The opening view of the cube showed a large, high-ceilinged room, split down the middle with a sturdy-looking dividing wall. Each room contained two chairs, at opposite ends of the room, with a man and a woman locked into each chair with steel restraints. The rooms looked quite clean around the edges, but the stains in the center of the room and by the chairs made Cally wince. The hardened assassin, being what she was, recognized instantly that the smears and trails across the floor were a mix of dried and fresh, streaming to a pair of central drains that appeared slightly… clogged.
She could hear mumbling in the background, but couldn’t quite make out the words. “Buckley, speech enhancement please.” As the thin tenor voice began to clarify into tinny but clear words, she said, “Raise the volume two notches.”
“…has no prior preparation. The subject on the right has been prepped through an increasingly intense series of directed tasks, from innocuous to unpleasant. Today’s demonstration shows the necessity, with the current prototypical configuration, of some prior access to the subject to precondition the acceptance of control, and the familiarity of the operator with the subject’s mind. Without prior access, control is limited by intensity of task and degree of preparation. Current research aims to refine our equations for computing probability of successful control for a given task by a specified subject. Yes, you have a question?” The tenor paused. The next voice was gibberish despite the Bane Sidhe’s top of the line speech enhancement software.

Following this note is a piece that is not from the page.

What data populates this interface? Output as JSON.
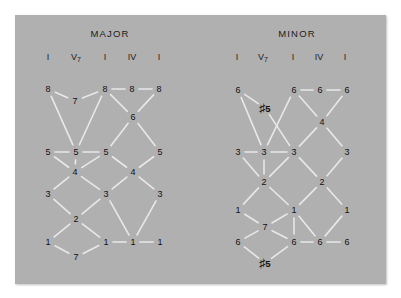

“We agree. Unfortunately, even extensive conditioning fails to preserve the active subject in an end-series trial like this one. We still have a lot of refinement and research before we can meet final specifications.” There was a pause. “Another use we hope to make of our research data is to separate minds into primary and, if possible, secondary classifications identifiable by externally observable characteristics, and genetic profiles. Our goal is to refine the software, in the final device, to modify initial output based on preassessed typing, where available. We believe that we will be able to substantially increase control probability and decrease the number of prep…” The voice drifted off as if the speaker had stepped farther away from the pickup. On the floor in the rooms, the shackles on the chairs snapped open, freeing the subjects to stand, move around, rub wrists. In each room, one subject sat frozen in the chair, despite the removal of physical shackles.
Then it got ugly. Hardened as she was to the bloodier side of life, she had to fight her rising gorge several times before the “experiment” ended. On the unconditioned side, the people were physically intact. Workers shot both with a trank gun before removing them. The indifferent treatment during the removal made it clear the tranks were solely for the workers’ safety. On the conditioned side, workers in gray coveralls and gloves came in wheeling an equally gray trash bin to clean up whatever remained.
When Cally left her room to walk to the gym, people got out of her way. One look at her face and coworkers disappeared through the first convenient door or side corridor — as quietly and unobtrusively as possible. The prior inhabitants abandoned the locker room seconds after she entered. The gym itself didn’t quite empty. The other users just discreetly moved to the far end of the large room, away from the mats and bar.
Two hours later, she stood in the shower letting the steaming water pound away the rest of the stress, We’re doing it. I don’t care about the damned politics, I don’t give a fuck about approval, we’re doing it. She sighed. But approval would be nice. Professional. If I plan to get Nathan on board, I have to be strictly professional.